Anonymizing RFI Attacks Through Google
netbuzz writes "Noam Rathaus on his SecuriTeam blog describes a technique by which 'Google can be utilized to hack into websites — actively exploiting them (not information gathering by the use of "Google hacking," although that is how most of the sites vulnerable to RFI attacks are found).' He cites examples in the wild and even mentions that the technique could be used as a 'covert' communications channel."
There is actually quite an interesting aside to this, would someone who used this technique actually be guilty of hacking? Afterall they don't run the exploit and arguably can't guarentee that anyone will.
If I happen to create a utility capable of cracking a site but then store it for research, never distribute and never actively use then I've not committed a crime. If I distribute it to other researchers in good faith then I'm covered - at present its only the person who actively uses it that is guilty of a crime.

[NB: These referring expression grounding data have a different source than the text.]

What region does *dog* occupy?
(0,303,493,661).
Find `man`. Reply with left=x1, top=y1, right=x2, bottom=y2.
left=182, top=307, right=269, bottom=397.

However, in this scenario (even if I could be traced) its arguable that *I* never attacked a site, all I did was to place a tool that could be used in that way in a public location. I'm not sure that would completely stand up given the recent ammendment to the UKs computer misuse act (i.e. reasonable belief that the tool would not be used in that fashion), but still...

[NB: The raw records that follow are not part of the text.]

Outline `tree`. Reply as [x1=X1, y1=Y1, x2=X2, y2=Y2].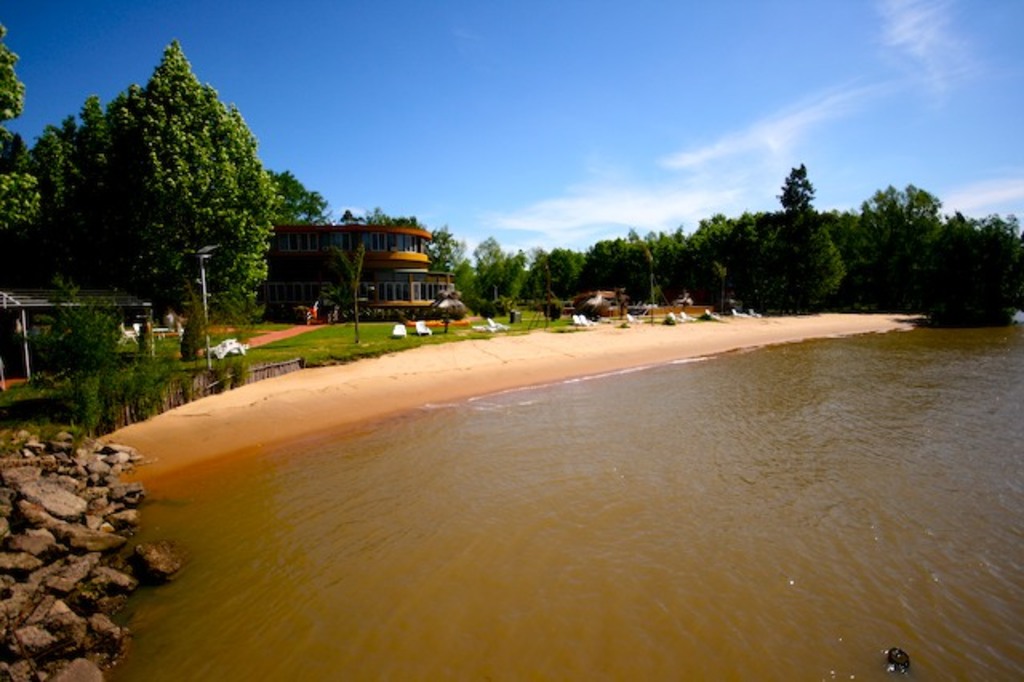
[x1=0, y1=26, x2=43, y2=285].
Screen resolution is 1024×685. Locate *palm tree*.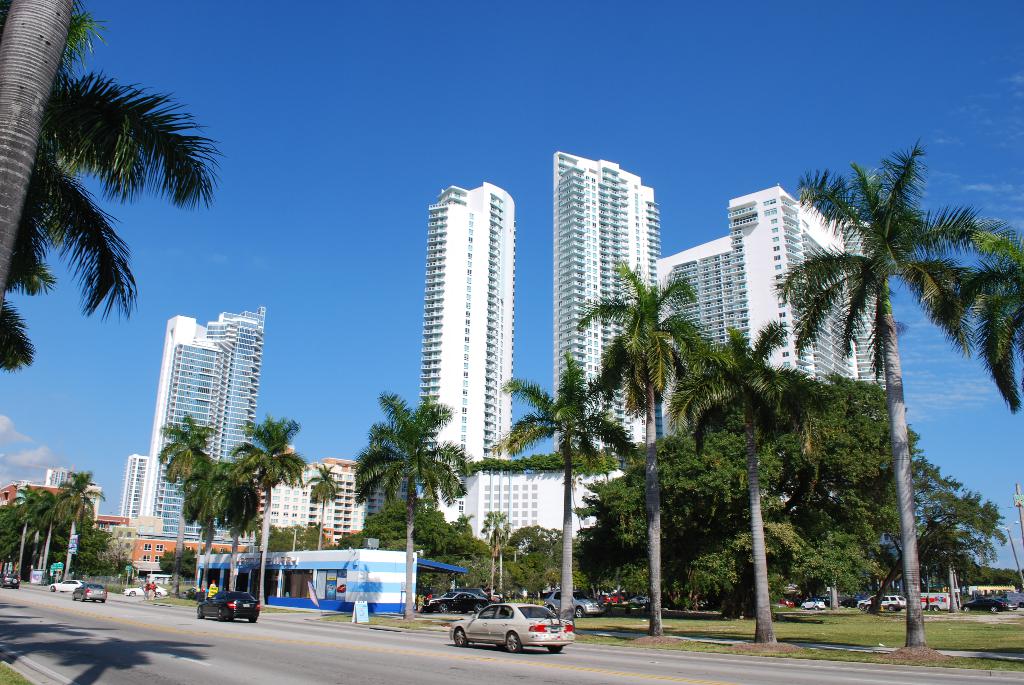
[x1=344, y1=386, x2=476, y2=618].
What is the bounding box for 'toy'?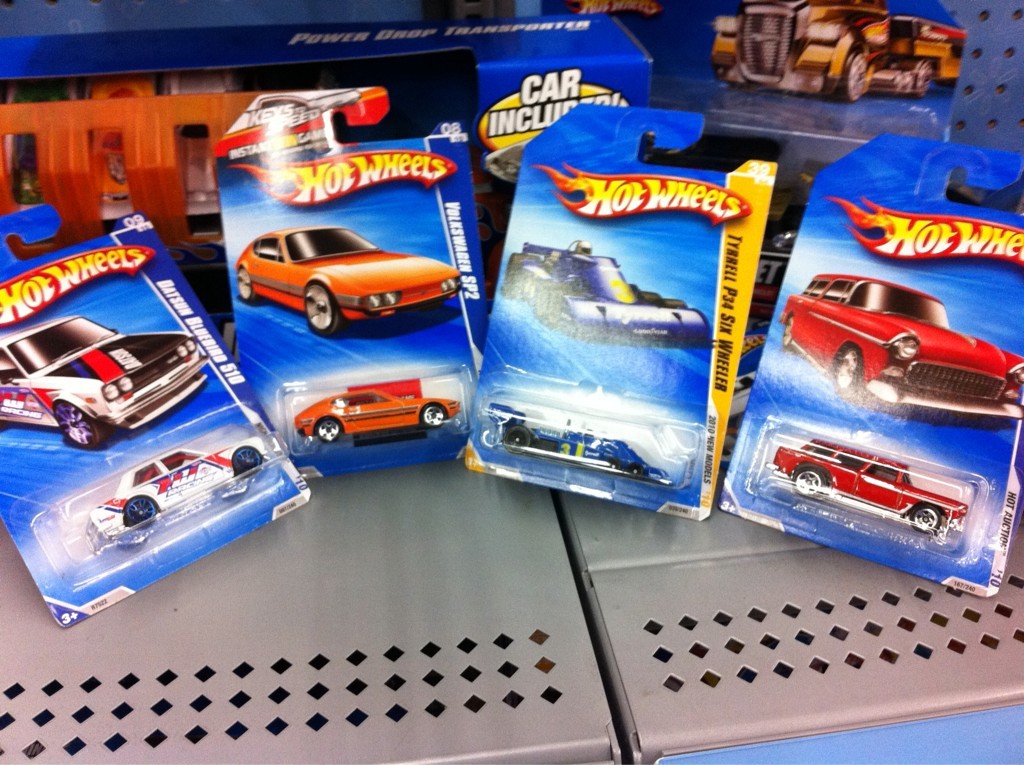
crop(297, 384, 456, 442).
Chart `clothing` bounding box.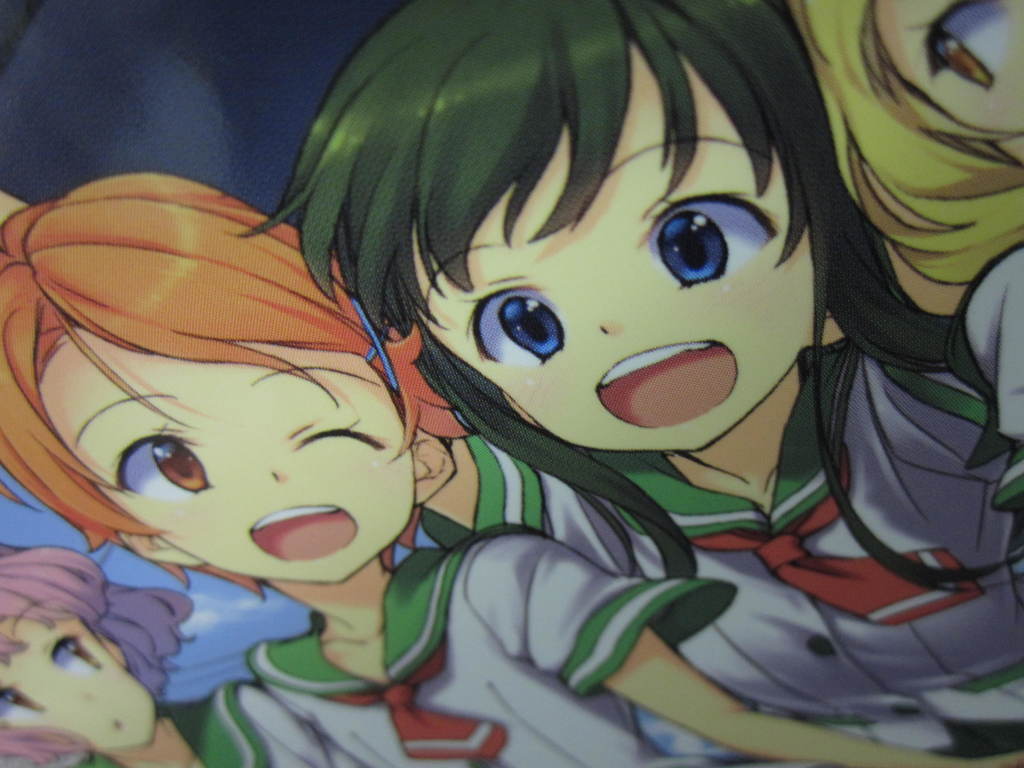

As always it comes down to people...
PS:
Aas an aside I am currently running a survey for my MSc dissertation on IT admin access to confidential information. If you'd like to help out (and would like a shot at winning a £25 or $40 amazon voucher) then please take a look at:
https://msc-survery.priogenus.com/amazon.php
If you do that, prepare to be delisted from search engines or at least severely downranked. Showing different pages to bots than to regular clients is called cloaking and, since it is a technique primarily used to spam search engines, the major search engines test for cloaking and punish it. Technically a page is addressed by the URL, cookies, user agent, referrer and other pieces of request information, but search engines expect that you deliver the same main content for the same URL, all other request data be damned.
Agreed. The problem I have with these sorts of things is they act as if the problem is with Google. It's not (or any other search engine for that matter). The problem is with the site that is vulnerable. Fix the security hole and there's nothing to worry about.
Seriously, I hate to read article like this one. They don't offer any solution.....this kind of attacks are not new at all, you can find tons of such attacks from access.log file/p> tail -f /var/log/httpd/access.log
First get rid of fat apache and use like small and secure lighttpd if you are running a *small personal* web site. Second put lighttpd / Apache in chrooted jail and no one can install *php/perl* shell. I have documented the procedure for putting lighttpd in jail:
http://www.cyberciti.biz/tips/howto-setup-lighttpBoth yahoo and google runs entire webserver in chrooted jail. Other choice is use OpenBSD which runs Apache in chrooted jail out of box.
The important thing is not to stop questioning --Albert Einstein.